Another triumphant exterior set houses the underwater Mosasaurus, a gigantic sea-based dinosaur, in what looks like a killer whale tank at Sea World – times ten. “We did two sets of bleachers and built the indoor sets at the old NASA facility – large hangars for building parts of the space shuttle,” Verreaux explained. “We had people in the bleachers, and we’d hit them with big dump cannons. Everything else was set extensions.”

LR-Main St, low rez-1Another exterior set contains a velociraptor training area which Verreaux actually designed in South Africa during his extended tenure on The Giver. “Crowley sent me the script, so I came up with that idea, then sent thumbnails to my art director to develop them in 3D,” Verreaux commented. “Vincent D’Onofrio was a military industrial guy who has taken over the military applications of the dinosaurs. The idea was to give it a military look – a portable military field picked up by helicopter. It was built in Louisiana, outdoors, across from the NASA facility. Next to that was swampy forest. We built it right there. We enhanced it all with green. We brought in 50 palm trees. The other direction was the parking lot.”

In Jurassic World’s most mysterious sequence, park workers enter the jungle-laden compound of a genetically-engineered dinosaur nicknamed the “I-Rex.” “We filmed the I-Rex compound on Oahu in Hawaii,” Verreaux explained. “It was a question of color of the foliage, and the way it looks. We had so much jungle work, from a visual standpoint, we needed to do it in Hawaii. We worked the budget around. We built it as an indoor-outdoor set. We built two walls of it. Halfway up was the observation space; the other wall was the door. In the inner paddock area, we built a lot of trees to fill it in. You couldn’t see the I-Rex. She could camouflage herself.”
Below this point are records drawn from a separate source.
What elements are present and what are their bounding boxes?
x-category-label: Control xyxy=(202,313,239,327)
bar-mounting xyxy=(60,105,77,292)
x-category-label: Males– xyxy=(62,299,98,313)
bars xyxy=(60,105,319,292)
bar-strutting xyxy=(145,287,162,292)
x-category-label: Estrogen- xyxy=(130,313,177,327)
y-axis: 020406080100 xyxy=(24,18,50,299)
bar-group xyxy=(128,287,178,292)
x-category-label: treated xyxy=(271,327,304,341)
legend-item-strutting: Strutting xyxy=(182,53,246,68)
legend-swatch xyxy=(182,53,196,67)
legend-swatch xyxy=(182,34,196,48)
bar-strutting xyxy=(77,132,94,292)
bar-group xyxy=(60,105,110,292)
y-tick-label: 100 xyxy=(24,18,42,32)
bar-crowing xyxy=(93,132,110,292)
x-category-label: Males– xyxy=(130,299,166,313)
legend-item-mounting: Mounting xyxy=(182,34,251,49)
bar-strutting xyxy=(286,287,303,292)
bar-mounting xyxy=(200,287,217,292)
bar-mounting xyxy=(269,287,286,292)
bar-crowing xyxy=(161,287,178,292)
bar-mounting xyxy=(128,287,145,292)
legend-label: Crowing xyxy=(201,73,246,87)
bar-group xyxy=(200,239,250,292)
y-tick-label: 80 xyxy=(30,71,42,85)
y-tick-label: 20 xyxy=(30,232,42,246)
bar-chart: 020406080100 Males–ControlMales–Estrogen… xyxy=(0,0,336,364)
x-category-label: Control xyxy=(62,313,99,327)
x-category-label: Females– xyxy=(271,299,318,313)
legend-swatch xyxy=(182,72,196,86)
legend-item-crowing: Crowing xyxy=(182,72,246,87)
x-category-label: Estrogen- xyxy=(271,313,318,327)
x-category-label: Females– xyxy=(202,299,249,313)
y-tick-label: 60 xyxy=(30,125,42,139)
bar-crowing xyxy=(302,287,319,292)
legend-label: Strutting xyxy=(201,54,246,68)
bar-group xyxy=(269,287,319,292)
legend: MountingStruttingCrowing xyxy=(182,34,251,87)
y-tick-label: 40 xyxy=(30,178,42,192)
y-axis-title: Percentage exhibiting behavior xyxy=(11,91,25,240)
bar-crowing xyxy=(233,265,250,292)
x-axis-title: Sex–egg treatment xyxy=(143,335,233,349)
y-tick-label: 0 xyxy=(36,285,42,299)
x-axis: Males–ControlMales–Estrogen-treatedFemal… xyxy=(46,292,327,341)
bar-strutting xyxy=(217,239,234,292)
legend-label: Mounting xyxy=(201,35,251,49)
LR-2424_SB_00015NBRSimilar to the daytime exteriors in the initial Jurassic Park, the crew of Jurassic World filmed a great deal of day-for-day outdoor material on the Hawaiian Islands. “The stuff that we did in Hawaii had good production value,” Verreaux described. “including the valley in Oahu for the helicopter landing pad. For the scene with his crew of containment guys, we used the old WWII gun bunker. We went over to Kauai where the boys go through the broken fence, the waterfall, and the chase where the children are in the gyrosphere with the I-Rex chasing them.”
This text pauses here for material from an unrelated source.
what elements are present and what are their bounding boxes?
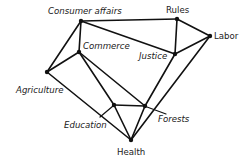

One wholly new element in Jurassic World is the aforementioned self-contained gyrosphere which serves as a vehicle in which the two main boys traverse a dinosaur paddock. “The gyrosphere was an early idea of Steven’s, to make it possible to get out among the animals,” said Verreaux. “We went through a lot of little design tweaks to get it just right. The overall design was all finished by the time we shut the show down the first time. They had started to begin to build it.”

LR-2424_SB_00075NBRFor ardent fans of the original film, the filmmakers included a sequence where the two boys, having escaped the I-Rex, find the remains of the original Jurassic Park facilities. “We did the park from the first film in a valley behind Honolulu,” Verreaux said. “We filmed part of Jurassic III up there. It was an old zoological bird park called Paradise Park. We built it to be site specific – first level only. Everything above that fell off into the darkness or was digitally extended.”

With two Jurassic Park films now under his belt, Verreaux is satisfied with the results of the two singular films. “The other one required different types of logistics,” he said. “The size of this film was really fun. We got to build a full amusement park. As a production designer, you want to make it fit the story. It is fun to build big stuff. It was very gratifying at first being with Colin down in New Orleans with some stakes in the ground. After Hawaii, he walked down Main Street and was amazed. ‘That was fantastic!’ You usually don’t get that from directors. He was very moved.”